At the start of FY27, all three headwinds that weighed on the sector through FY26 remained unresolved. That tells you this is not yet a “value buy” setup requiring only patience. It is an active monitoring situation where the timing of recovery is genuinely uncertain and position sizing matters.

What the FY26 derating actually changes for investors reassessing financials exposure

Across FY26, CBA lost around 11%, NAB gave back roughly 4%, and Westpac fell approximately 11%, with the XFJ finishing in negative territory as the ASX 200 posted a modest gain of around 2.8-3%. The question is what comes next, and the honest answer is that it depends on three conditions, none of which had been met at the start of FY27.

A durable sector recovery requires:

  • Clearer evidence that the RBA is moving from tightening to easing
  • Stabilising credit quality, particularly in mortgages and SME lending
  • Confirmation that negative gearing reforms produce only modest, manageable effects on housing and bank collateral

Until at least one of these shifts decisively, caution on sector valuations remains warranted. The valuation divergence between CBA at 25 times forward earnings and NAB at roughly 15 times means the risk-reward calculus is different depending on which bank you hold and which macro scenario you assign higher probability to.

Your job as an investor is not to make a single directional call on “banks.” It is to track the five signals from the previous section, assess which scenario is unfolding, and size your exposure accordingly. The answer for someone holding CBA at 25 times earnings is fundamentally different from the answer for someone considering NAB at 15 times.

This article is for informational purposes only and should not be considered financial advice. Investors should conduct their own research and consult with financial professionals before making investment decisions. Past performance does not guarantee future results. Financial projections are subject to market conditions and various risk factors.

Frequently Asked Questions

Why did ASX bank stocks fall in FY26 after such a strong FY25?

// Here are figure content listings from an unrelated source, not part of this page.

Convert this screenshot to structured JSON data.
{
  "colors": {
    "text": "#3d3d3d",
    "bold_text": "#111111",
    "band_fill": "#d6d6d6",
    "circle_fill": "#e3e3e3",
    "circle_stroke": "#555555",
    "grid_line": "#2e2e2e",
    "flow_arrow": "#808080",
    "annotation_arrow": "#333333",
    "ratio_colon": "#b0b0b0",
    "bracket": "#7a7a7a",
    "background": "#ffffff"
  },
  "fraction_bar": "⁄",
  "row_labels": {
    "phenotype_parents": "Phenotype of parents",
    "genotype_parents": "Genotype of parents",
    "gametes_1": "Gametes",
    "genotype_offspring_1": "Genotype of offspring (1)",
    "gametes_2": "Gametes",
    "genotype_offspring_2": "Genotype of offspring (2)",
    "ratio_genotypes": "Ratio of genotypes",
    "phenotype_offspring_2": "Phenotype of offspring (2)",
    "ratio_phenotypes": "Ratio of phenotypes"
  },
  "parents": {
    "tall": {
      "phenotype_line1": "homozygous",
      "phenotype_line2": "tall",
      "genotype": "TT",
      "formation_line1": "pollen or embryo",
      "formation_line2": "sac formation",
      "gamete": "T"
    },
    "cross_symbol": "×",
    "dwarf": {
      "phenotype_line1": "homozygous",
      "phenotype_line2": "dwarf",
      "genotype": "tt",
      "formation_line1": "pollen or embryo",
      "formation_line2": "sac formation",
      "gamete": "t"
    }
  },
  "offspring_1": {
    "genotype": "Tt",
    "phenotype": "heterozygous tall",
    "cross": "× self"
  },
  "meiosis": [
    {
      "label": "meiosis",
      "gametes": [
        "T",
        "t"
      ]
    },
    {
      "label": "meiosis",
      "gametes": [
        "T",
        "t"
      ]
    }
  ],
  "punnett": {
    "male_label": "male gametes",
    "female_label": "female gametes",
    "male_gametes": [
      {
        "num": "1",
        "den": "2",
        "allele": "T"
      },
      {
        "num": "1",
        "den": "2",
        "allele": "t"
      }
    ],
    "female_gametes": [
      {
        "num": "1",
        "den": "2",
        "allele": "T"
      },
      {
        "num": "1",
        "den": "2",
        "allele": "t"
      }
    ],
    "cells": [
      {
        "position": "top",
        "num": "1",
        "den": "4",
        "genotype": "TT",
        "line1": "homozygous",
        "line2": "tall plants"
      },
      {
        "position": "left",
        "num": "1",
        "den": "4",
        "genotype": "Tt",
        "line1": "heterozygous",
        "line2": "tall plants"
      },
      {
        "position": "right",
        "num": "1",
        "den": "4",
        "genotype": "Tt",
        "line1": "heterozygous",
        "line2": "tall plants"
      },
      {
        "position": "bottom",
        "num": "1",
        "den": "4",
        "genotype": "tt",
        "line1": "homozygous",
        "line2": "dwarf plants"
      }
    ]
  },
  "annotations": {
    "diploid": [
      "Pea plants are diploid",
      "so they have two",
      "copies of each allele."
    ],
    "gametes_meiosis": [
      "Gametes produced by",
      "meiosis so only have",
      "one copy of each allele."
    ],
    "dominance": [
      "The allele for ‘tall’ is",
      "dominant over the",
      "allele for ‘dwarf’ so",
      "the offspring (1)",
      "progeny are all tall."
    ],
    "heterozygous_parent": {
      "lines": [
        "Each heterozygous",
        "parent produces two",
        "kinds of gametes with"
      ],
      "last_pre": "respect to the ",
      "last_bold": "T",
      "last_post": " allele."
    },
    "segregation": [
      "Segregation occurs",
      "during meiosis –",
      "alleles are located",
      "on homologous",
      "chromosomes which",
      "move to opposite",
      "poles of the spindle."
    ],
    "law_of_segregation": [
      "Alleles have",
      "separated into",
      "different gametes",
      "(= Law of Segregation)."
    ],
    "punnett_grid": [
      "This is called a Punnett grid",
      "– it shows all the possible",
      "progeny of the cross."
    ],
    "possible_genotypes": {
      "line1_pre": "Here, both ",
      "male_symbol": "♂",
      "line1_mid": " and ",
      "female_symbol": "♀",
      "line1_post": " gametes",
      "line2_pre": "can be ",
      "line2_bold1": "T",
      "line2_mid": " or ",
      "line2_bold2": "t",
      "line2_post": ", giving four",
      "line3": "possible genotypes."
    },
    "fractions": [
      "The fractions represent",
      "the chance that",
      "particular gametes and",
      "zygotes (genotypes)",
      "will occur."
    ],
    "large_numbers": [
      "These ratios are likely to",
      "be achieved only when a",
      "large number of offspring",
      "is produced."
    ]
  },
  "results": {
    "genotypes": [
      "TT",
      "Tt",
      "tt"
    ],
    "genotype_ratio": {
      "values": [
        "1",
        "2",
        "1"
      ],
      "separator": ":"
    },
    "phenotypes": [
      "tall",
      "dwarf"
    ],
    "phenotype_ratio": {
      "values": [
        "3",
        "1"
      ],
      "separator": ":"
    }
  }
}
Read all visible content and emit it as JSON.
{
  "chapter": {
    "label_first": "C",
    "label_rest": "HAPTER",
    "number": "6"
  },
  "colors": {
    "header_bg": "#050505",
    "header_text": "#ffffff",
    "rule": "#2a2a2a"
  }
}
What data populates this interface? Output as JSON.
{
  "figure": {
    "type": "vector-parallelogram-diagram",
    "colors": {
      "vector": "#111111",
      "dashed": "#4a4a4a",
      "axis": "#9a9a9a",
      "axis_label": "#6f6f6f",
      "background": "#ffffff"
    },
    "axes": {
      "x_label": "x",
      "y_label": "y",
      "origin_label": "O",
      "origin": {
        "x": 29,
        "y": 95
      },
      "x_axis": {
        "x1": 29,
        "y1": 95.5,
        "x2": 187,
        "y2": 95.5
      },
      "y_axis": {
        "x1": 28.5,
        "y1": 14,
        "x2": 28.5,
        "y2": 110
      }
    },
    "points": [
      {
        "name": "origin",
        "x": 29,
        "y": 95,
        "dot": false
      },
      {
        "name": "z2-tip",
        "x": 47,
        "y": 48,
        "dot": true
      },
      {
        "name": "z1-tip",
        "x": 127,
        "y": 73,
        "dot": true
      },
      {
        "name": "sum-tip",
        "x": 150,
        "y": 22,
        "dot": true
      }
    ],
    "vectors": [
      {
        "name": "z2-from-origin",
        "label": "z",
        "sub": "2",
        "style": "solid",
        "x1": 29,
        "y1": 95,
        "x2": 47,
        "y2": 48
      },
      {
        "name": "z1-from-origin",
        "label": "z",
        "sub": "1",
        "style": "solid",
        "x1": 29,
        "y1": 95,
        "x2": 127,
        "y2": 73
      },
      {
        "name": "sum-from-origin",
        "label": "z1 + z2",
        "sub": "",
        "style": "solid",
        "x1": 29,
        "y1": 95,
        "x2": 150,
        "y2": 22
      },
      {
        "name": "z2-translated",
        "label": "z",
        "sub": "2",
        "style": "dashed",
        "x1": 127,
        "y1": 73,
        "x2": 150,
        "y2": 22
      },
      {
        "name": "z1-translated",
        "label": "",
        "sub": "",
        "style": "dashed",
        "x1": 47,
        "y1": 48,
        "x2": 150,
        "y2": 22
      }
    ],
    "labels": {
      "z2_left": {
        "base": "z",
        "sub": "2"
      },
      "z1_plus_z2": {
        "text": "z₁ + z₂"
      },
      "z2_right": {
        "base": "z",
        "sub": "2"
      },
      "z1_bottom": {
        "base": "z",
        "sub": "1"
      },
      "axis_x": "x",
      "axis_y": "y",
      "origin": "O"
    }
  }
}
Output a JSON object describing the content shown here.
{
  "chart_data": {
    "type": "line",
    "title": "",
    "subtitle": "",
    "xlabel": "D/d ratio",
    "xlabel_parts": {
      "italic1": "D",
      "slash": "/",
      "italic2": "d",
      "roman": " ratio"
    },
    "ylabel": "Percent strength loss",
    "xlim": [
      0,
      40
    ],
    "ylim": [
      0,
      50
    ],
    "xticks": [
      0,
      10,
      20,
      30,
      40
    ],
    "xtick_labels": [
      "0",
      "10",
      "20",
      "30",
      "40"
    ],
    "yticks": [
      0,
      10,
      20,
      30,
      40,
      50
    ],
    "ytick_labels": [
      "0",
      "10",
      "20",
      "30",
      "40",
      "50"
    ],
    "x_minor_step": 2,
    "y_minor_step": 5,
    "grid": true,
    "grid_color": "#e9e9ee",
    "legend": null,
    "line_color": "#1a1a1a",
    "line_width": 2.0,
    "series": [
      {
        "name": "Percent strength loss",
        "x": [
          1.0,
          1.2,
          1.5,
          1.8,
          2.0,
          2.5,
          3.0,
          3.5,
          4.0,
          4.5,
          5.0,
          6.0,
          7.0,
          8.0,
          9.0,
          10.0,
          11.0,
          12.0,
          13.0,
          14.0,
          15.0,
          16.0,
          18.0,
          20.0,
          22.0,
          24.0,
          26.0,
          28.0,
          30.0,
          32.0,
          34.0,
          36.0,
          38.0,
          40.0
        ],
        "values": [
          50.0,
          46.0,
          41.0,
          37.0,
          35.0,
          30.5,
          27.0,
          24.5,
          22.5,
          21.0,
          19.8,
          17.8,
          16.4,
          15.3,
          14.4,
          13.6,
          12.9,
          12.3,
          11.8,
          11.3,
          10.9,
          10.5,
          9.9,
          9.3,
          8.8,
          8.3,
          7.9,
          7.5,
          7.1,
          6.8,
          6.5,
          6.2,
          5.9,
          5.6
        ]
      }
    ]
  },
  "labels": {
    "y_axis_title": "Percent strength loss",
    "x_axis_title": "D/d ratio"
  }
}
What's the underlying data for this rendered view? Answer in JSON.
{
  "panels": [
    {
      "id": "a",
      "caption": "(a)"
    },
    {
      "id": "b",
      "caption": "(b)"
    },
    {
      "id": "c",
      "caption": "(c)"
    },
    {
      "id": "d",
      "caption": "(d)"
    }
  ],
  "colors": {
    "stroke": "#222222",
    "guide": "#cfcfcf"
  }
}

Three forces hit simultaneously: the RBA hiked rates to 4.35% across three successive meetings, bank valuations had been stretched to unsustainable multiples after FY25 gains, and the federal government abolished negative gearing for newly purchased established properties after 12 May 2026, targeting a key profit pool for lenders.

What is net interest margin and why did it not protect bank earnings during the rate hikes?

Net interest margin is the difference between what a bank earns on loans and what it pays on deposits; while rising rates initially widen that spread, in FY26 deposit competition intensified, credit demand slowed, and impairment risk grew, meaning the theoretical margin benefit was offset by these countervailing forces.

How does CBA's valuation compare to NAB entering FY27?

CBA enters FY27 trading at approximately 25 times forward earnings while NAB trades at roughly 15 times, a 10-multiple-point gap that reflects different macro scenarios being priced in and means the risk-reward calculus for each stock is fundamentally different.

How could the negative gearing changes affect ASX bank credit growth?

Jarden analyst Matthew Wilson estimated the restrictions could reduce housing credit growth by as much as 25%, and CBA's own economics team forecast dwelling prices would be around 3% lower than they would otherwise have reached, with the policy taking full effect from 1 July 2027 for properties acquired after the 12 May 2026 cut-off.

What signals should investors monitor to assess whether ASX bank stocks recover in FY27?

The five key signals are the RBA rate path from the 11 August 2026 meeting onward, quarterly arrears and credit quality data, investor loan approvals and housing market activity tracking the negative gearing implementation, FY27 dividend guidance on payout ratios, and any shifts in regulatory or competitive conditions affecting bank margins.

John Zadeh
By John Zadeh
Founder & CEO
John Zadeh is a investor and media entrepreneur with over a decade in financial markets. As Founder and CEO of StockWire X and Discovery Alert, Australia's largest mining news site, he's built an independent financial publishing group serving investors across the globe.